'Once a Marine, Always a Marine'
Alecia Warren | Hagadone News Network | UPDATED 13 years, 1 month AGO
Kevin Gonzalez was as cavalier as usual when he skimmed through the July/August edition of "Semper Fi/The Magazine of the Marine Corps League," delivered to him and his Marine Corps brothers every two months.
And then something caught his eye.
Consuming a full glossy page, blazoned with the headline "Once a Marine, Always a Marine" in heroic font, was a full-blown photo of an event he personally helped arrange at the Pappy Boyington Field airport this April.
"It was quite a surprise," the county resident said.
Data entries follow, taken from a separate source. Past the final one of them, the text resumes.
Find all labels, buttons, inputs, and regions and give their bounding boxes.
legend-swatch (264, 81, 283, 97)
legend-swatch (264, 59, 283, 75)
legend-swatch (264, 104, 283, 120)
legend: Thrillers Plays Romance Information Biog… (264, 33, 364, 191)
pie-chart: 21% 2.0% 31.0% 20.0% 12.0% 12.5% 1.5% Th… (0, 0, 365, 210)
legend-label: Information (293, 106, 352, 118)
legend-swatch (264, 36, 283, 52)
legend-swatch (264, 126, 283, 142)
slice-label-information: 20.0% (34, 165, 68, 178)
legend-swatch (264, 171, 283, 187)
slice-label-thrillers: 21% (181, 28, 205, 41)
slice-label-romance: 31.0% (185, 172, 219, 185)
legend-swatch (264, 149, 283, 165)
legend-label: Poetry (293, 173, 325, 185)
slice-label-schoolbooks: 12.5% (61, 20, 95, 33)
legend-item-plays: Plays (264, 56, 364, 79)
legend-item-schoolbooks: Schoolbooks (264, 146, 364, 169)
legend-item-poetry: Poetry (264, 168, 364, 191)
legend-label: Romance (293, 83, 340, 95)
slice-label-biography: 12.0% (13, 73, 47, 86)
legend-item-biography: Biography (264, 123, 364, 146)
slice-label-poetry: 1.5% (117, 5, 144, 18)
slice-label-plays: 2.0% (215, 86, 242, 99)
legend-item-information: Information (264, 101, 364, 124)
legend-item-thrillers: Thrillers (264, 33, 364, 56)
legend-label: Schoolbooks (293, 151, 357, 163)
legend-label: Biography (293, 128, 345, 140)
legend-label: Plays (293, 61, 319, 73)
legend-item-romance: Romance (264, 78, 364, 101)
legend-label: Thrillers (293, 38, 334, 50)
It was a historic moment worth capturing, Gonzalez acknowledges, when the airport was paid a visit by 10 current members of the Black Sheep squadron, the famed aviation unit that once included World War II flying ace Pappy Boyington.
Their visit was coordinated by Gonzalez and other members of the local Marine Corps League Pappy Boyington Detachment, he said, shortly before the Black Sheep servicemen's overseas deployment.
"I was quite honored," he said of seeing it recognized in the membership publication.
In the photo, members of the Pappy Boyington detachment stand with jovial expressions beside two uniformed Black Sheep fighter pilots, as well as several members of the squadron's ground crew, in front of a mammoth AV-8B Harrier.
The gathering was intended as a heritage celebration, Gonzalez said, honoring the memory of Boyington, a Medal of Honor recipient and Coeur d'Alene native for whom the airport was recently renamed.
"At its core was recognizing the historical connection between Pappy and the Black Sheep," Gonzalez said.
Many were surprised to see the photo's appearance in the national magazine, Gonzalez said.
"It does highlight that even in a small town, something as rare as a Medal of Honor can be taken very seriously," he said.
Don Glovick, a retired Marine Corps serviceman who is in the photo, said he heard from a Marine Corps pal in Florida after the magazine came out.
He isn't vain about being featured in print, he said. But Glovick lauds the Black Sheep visit as crowning the renaming of the airport, he said.
"We struggled to get the airport named Pappy Boyington Field, and all of us knew, 'If you build it, they will come,'" Glovick said with a chuckle.
He still raves about the Harrier tours given, the expertise the crew brandished.
"They're all physically fit, smart, got computer smarts," said Glovick, who retired from service in the '70s, after 22 years. "Back in our day, if we could handle a watch, it was something."
The magazine received the photo from a member of the Marine Corps League, said publication editor Bill Hudgins.
It was appealing because of its relation to the national Marine Corps League convention held this year in Boise, he said.
"It was a good tie-in to the convention," Hudgins said of why the photo was published. "And to promote the work of the detachments of the Marine Corps League up there to get the name of the airfield changed."
Airport manager Greg Delavan, himself a Navy veteran, said he hadn't heard about the featured photo.
But he supports the recognition, he said.
"It's a big deal for them, so I think that's great," he said of the Marine Corps League detachment.
Gonzalez likes the photo, he said, because it displays a rare moment of Marines coming together outside combat and detachment projects.
"It has both Marines who have retired, World War II veterans and active duty Marines," he said. "It's nice to see that bonding brotherhood between generations."